The 1st Victim
1
    Sam Kovac had been to more crime scenes than he cared to count. Homicides, suicides, assaults. He’d been a cop for a lot of years. He had worked homicide for most of those years. One might have imagined that after all those murders that the details would have blurred and run together, that the names and the faces of the victims would have faded from memory, but no.
    The same way baseball players remember every big game they’ve ever played, Kovac remembered his homicides. He remembered what he had been doing when he got the call-out. He remembered the weather. He remembered the scenes—they were indoors, outdoors, in houses, apartments, fleabag motels. With some cases he remembered the smells—dinner left cooking on the stove, a body left decomposing in a hot attic.
    Always he remembered that initial picture—the location, position, and condition of the body. These images were filed away in his brain like a macabre photo album. Some pictures were sharper than others, but none had faded entirely. So, as he stood in the cold that January morning, looking down at his victim, he knew this image would never leave him.
    The body lay at an odd angle in the ditch, arms and legs flung this way and that like a ragdoll’s. Her hair appeared to be a deep burgundy red, about shoulder length. It surrounded her head in a puddle. Her face was obscured by blood. Her features had been partially smashed in by something—a brick, a fist, a hammer. She was a study in red: red hair, red face, red coat. Bloodred on white. Like a broken rose discarded in the snow.
    A rose in winter.
    Strange thought. Kovac wasn’t given to poetry. He was just a regular Joe, an old-school copper. There were no surprises to him. He had no hidden talents. He was no secret novelist or secret millionaire or secret computer genius, as cops in mystery novels often are.
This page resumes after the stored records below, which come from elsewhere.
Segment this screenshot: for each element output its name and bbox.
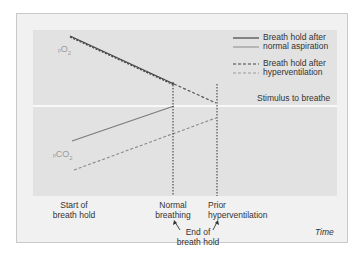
time-axis-label: Time bbox=[315, 228, 334, 238]
po2-main: O bbox=[61, 44, 68, 54]
legend-label-1b: normal aspiration bbox=[263, 42, 328, 52]
normal-label-line2: breathing bbox=[145, 211, 201, 221]
po2-hyper-line bbox=[70, 37, 174, 85]
pco2-hyper-line bbox=[74, 118, 216, 170]
po2-label: pO2 bbox=[58, 45, 71, 58]
prior-hyperventilation-label: Prior hyperventilation bbox=[208, 201, 268, 220]
stimulus-label: Stimulus to breathe bbox=[257, 94, 330, 104]
po2-sub: 2 bbox=[68, 50, 71, 56]
pco2-sub: 2 bbox=[69, 155, 72, 161]
pco2-normal-line bbox=[72, 106, 174, 141]
po2-normal-line bbox=[70, 36, 174, 84]
normal-breathing-label: Normal breathing bbox=[145, 201, 201, 220]
start-label-line2: breath hold bbox=[46, 211, 102, 221]
end-label-line2: breath hold bbox=[170, 238, 226, 248]
po2-hyper-line-ext bbox=[174, 84, 216, 103]
pco2-main: CO bbox=[56, 149, 70, 159]
end-breath-hold-label: End of breath hold bbox=[170, 228, 226, 247]
prior-label-line2: hyperventilation bbox=[208, 211, 268, 221]
start-label: Start of breath hold bbox=[46, 201, 102, 220]
legend-label-2b: hyperventilation bbox=[263, 68, 323, 78]
pco2-label: pCO2 bbox=[53, 150, 73, 163]
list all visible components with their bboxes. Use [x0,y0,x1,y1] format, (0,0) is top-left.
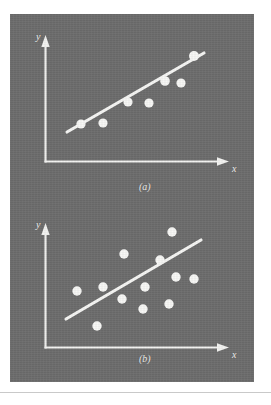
plot-a-data-point [176,78,185,87]
plot-b-data-point [119,249,128,258]
scatter-plot-b [10,208,254,368]
plot-b-y-axis-label: y [36,220,40,230]
figure-gray-panel: y x (a) y x [10,14,254,382]
plot-a-x-axis-arrow-icon [217,157,229,165]
plot-a-regression-line [67,53,204,132]
plot-b-data-point [117,294,126,303]
plot-a-data-point [76,119,85,128]
plot-b-caption: (b) [139,354,151,364]
plot-a-data-point [144,98,153,107]
plot-b-data-point [98,282,107,291]
plot-b-data-point [164,299,173,308]
plot-b-x-axis-arrow-icon [217,343,229,351]
plot-a-data-point [123,97,132,106]
plot-a-y-axis-label: y [36,32,40,42]
plot-b-data-point [155,255,164,264]
plot-a-y-axis-arrow-icon [41,35,49,47]
plot-b-data-point [167,227,176,236]
plot-a-x-axis-label: x [232,164,236,174]
plot-a-data-point [189,51,199,61]
plot-b-x-axis-label: x [232,350,236,360]
scatter-plot-a [10,14,254,194]
plot-a-data-point [160,76,170,86]
page-bottom-rule [0,392,271,393]
plot-b-data-point [189,274,198,283]
plot-b-data-point [92,321,101,330]
plot-b-regression-line [66,240,201,319]
plot-b-data-point [72,286,81,295]
plot-a-data-point [98,118,107,127]
plot-b-data-point [140,282,149,291]
plot-b-data-point [171,272,180,281]
plot-a-caption: (a) [139,182,151,192]
plot-b-y-axis-arrow-icon [41,223,49,235]
plot-b-data-point [138,304,147,313]
figure-root: y x (a) y x [0,0,271,405]
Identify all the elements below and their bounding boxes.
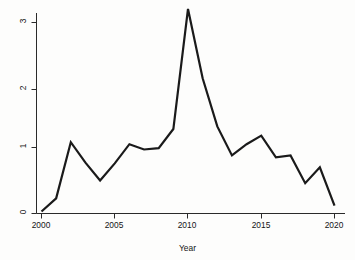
x-tick-marks bbox=[42, 214, 335, 219]
plot-area bbox=[0, 0, 355, 260]
data-line-total-us-aid bbox=[42, 9, 335, 212]
chart-container: Total US Aid, US$ billions 3 2 1 0 2000 … bbox=[0, 0, 355, 260]
y-tick-marks bbox=[32, 23, 37, 214]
    He was just a guy working a job he believed in . . . in the freezing freaking cold. His mustache had grown icicles. The hairs in his nose had frosted over. His feet were starting to go numb.
    It was 7:22 A.M. , January 1. Most of the residents of Minneapolis and its environs were home in bed, sleeping off hangovers, waiting for the Rose Parade to start on television. Kovac knew he would still be working this crime scene while the New Year’s hams roasted in the ovens. Maybe he would make it home to see the last of the bowl games.
    “Happy fucking holidays,” he said as his partner arrived.
    Nikki Liska glanced down into the ditch. A petite pixie bundled up in a wool coat with a scarf wrapped around her neck and a furry Elmer Fudd–style cap pulled down over her head, she looked more like a little kid about to waddle off to school than a veteran homicide cop.
    Her heavy sigh became a cloud in the cold air. The temperature was supposed to reach a daytime high of twelve degrees. It hadn’t gotten there yet.
    “There’s no good time to be dead,” she pointed out.
    She thrust a Caribou Coffee cup at him with one gloved hand, keeping one cup for herself. “What do we know?”
    “Not much. A truck driver saw the body, stopped, and got out to see what was what. Thought it was a mannequin.” He took a sip of coffee, burning the tip of his tongue, and scowled. “I don’t know why people always think that. How many mannequins do you ever see on the side of the road?”
    “Dead bodies never look real to normal people.”
    “Mannequins don’t bleed, Elmer.”
    “Don’t make fun of my hat,” Liska said. “Sixty percent of your body heat escapes through the top of your head. ID?”
    “It’s forty percent, and less if you’ve got a good head of hair,” Kovac returned. The subject was an old joke between them. Kovac’s hair was like an old bear’s pelt: thick and brown, liberally threaded with silver. He’d had it cut by the same Norwegian barber for twenty years.
    “No ID,” he said. “No purse, no wallet, no nothing.”
    “Great. Our first Jane Doe of the New Year.”